From €15.12, £17.95, 185 Danish krone, $29.99 per half bottle
This shapely half bottle of well-priced, fortified, intense deliciousness comes beautifully presented in a wooden box. Not that the box adds to the pleasure of drinking the deeply burnished golden liquid but it would make it a lovely present. The producer suggests it will last at least a couple of months once opened but I really can’t see it hanging round that long. Not in my house.
It would be very easy to sip this on its own, at just about any time of day (maybe after 11 am), for contemplation or after a meal, or it would go well with most tangy hard cheeses (it was fantastic with parmesan), or a good book. It’s really too intense for any sort of aperitif.
White port without any ageing tends to be drunk rather inconsequentially, in port country typically mixed with tonic water as a long drink. Serious age-dated white ports such as the Kopke 10 Year Old have been permitted only since 2005 although vintage-dated colheitas were always allowed, and Kopke have a treasure trove of older white ports such as the 1935 that I tasted in London last year.
This 10 Year Old is a blend of Viosinho, Folgasão, Rabigato, Gouveio, Malvasia Fina, Cerceal and Arinto grapes from the steep slopes of the Douro Valley. The grapes are apparently treated ‘as if they were red’, with longer maceration and more extraction of tannins, colour and aroma from the skins than is usual for a white port in order to increase the wine’s ageing potential. Unusually, the grape spirit used to fortify the wine is added in three or four stages – very different from the way a tawny is fortified – because this improves the integration of the alcohol without losing the aromatic complexity of the wine.

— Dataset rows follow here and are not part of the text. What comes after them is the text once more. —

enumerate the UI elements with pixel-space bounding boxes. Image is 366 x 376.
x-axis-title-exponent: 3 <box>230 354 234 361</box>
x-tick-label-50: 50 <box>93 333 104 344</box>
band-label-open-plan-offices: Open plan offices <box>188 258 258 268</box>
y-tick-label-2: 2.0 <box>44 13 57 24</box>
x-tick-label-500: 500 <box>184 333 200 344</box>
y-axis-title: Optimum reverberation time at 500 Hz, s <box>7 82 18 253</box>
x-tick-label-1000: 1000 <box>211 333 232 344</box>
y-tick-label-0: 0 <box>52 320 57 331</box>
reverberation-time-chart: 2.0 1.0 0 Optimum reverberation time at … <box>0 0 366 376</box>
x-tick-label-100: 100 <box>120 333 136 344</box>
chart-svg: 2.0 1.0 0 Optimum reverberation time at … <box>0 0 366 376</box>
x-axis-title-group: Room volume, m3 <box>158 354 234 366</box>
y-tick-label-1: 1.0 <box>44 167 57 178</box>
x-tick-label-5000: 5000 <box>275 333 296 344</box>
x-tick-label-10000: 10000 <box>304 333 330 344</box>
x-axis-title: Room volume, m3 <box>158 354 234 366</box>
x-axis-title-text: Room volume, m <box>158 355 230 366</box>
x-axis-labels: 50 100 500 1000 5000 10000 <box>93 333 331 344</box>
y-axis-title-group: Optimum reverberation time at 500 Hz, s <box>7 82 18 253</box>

And aromatic it is, both from the grape varieties and thanks to the maturing process that takes place in 50-year-old wooden casks (usually 620 litres) in Vila Nova de Gaia. When I first came across this wine at the Oddbins tasting in London I found intense aromas of spiced, dried apricots and something a little like almond paste. On a later occasion, there seemed to be an aroma of walnuts. It was so fragrant that it stood out even at the end of a long tasting. There are Seville-orange flavours on the palate and hints of baking spice. The intense sweetness (the residual sugar is 118 g/l) is finely balanced by decent acidity (pH 3.42) and a slightly chalky texture. I find some 10 Year Old tawny ports to be marked by their high alcohol, sometimes slightly harsh, but although this 10 Year Old white comes in at 20%, the spirit is extremely well integrated.
Kopke explain that the oxidative ageing process for a white port has to be particularly carefully controlled. Their cellar dedicated to white ports, with its earthen floors and constant temperature of around 16 ºC, is the coolest of all their cellars and they have three people dedicated to looking after their aged-dated and colheita whites.

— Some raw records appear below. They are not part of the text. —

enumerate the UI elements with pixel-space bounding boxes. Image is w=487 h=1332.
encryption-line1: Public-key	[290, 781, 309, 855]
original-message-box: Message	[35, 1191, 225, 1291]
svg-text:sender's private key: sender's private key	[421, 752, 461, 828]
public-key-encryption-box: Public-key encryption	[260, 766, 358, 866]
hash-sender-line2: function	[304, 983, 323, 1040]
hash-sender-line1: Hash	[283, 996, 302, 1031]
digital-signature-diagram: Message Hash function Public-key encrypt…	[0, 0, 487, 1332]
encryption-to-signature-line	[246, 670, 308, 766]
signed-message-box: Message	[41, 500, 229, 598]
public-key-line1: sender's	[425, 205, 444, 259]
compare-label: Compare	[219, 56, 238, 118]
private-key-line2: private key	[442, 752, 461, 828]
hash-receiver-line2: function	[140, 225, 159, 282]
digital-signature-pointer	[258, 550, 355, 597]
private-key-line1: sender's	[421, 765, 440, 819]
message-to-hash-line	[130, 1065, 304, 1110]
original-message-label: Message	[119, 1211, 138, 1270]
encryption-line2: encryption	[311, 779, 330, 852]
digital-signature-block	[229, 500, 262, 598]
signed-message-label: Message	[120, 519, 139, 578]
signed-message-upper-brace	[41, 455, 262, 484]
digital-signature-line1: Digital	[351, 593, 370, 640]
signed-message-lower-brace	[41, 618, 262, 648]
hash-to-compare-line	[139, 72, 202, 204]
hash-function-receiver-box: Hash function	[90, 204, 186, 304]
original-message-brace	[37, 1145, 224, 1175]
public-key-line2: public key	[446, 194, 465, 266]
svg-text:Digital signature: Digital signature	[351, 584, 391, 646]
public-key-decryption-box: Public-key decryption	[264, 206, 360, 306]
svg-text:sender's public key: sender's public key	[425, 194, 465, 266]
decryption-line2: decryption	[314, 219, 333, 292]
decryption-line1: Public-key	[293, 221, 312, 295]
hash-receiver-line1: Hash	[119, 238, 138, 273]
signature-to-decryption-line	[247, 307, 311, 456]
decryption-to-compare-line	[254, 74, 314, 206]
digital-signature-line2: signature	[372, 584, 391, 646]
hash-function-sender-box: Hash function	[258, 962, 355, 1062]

The wine is widely available in Europe, as wine-searcher results show, but also in the US. In the UK it is stocked by Oddbins, Hedonism Wines, Harrods, Spirited Wines, Nichols & Perks, Cambridge Wine Merchants and The Wine Company but the sharpest price at the moment seems to be from Hennings Wine (reduced from £19.95 to £17.95, plus delivery if you buy on line, until 15 Jan 2016).
Kopke also produce 20 Year Old, 30 Year Old and 40 Year Old white ports but this 10 Year Old is exceptionally good value for an extremely complex wine.